The PHR report not only catalogues what the prisoners say happened to them, it includes the steps taken by the physicians to corroborate via physical exam, including bone scans and other testing to establish proof of scarring consistent with the stories told by the prisoners.

In seems that the interrogators focused their work on injuries to soft tissue believing it would not produce lasting scars and it would be the word of a detainee against the word of the US government.

However, some of the electroshock treatments left scars on the skin and some of the beatings left telltale scarring on the bones. Not noticeable to the naked eye, but provable with a bone scan. What PHR has done is put together the kind of forensic evidence needed to actually convict in a war crimes court.

The preface of the report is written by Major General Antonio Taguba, USA (Ret), who famously wrote the shocking report about torture at Abu Ghraib prison.

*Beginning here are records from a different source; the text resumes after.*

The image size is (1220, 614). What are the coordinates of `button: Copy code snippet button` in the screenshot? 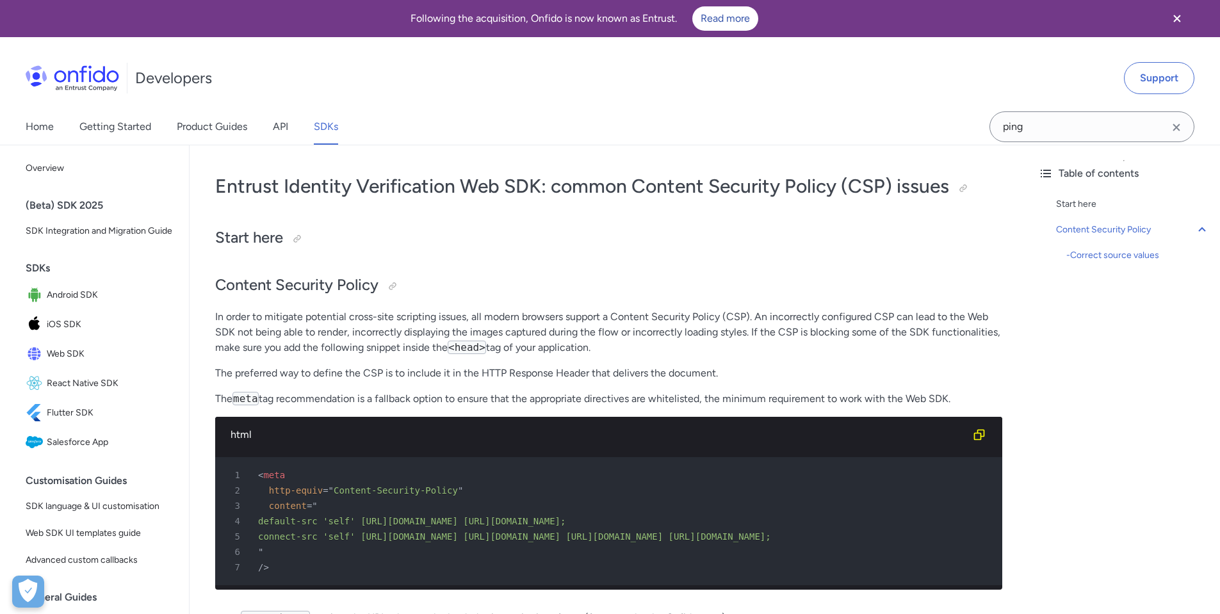 It's located at (979, 435).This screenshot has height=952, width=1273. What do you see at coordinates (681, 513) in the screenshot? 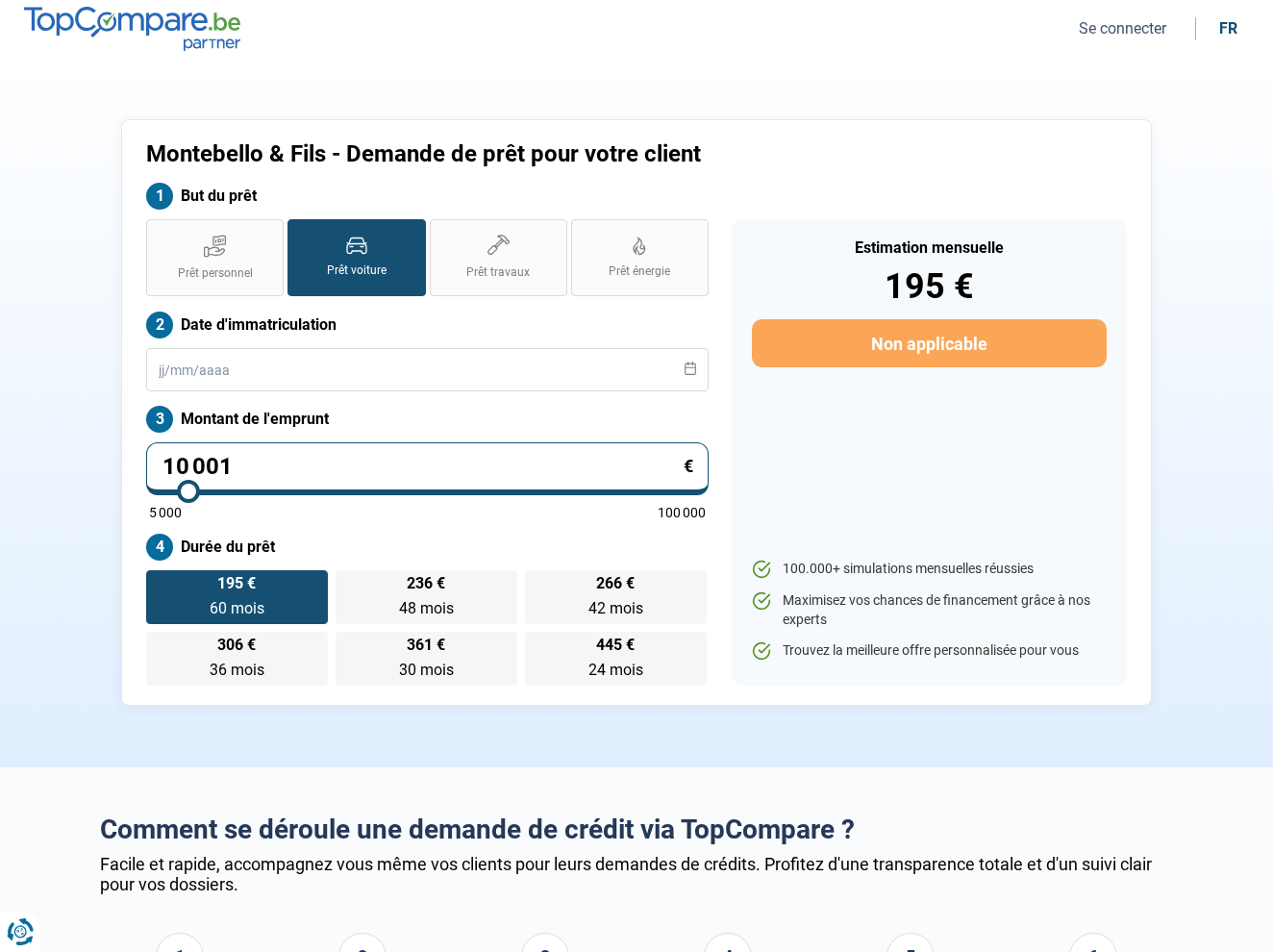
I see `span: 100 000` at bounding box center [681, 513].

In the Physicians for Human Rights report, Taguba writes:

After years of disclosures by government investigations, media accounts, and reports from human rights organizations, there is no longer any doubt as to whether the current administration has committed war crimes.

STOP! Read that last sentence again. Ok, good, and again. Now let it sink in once and for all.

The only question is whether those who ordered the use of torture will be held to account.

We will see that question answered over the next few years. It is becoming less and less likely that there won't be any prosecutions, but questions of; exactly which former administration officials? by whom? for what crimes exactly? and under whose jurisdiction? are still open for guesses.

I imagine these questions are being pondered by the likely future indictees themselves as much as by the human rights community.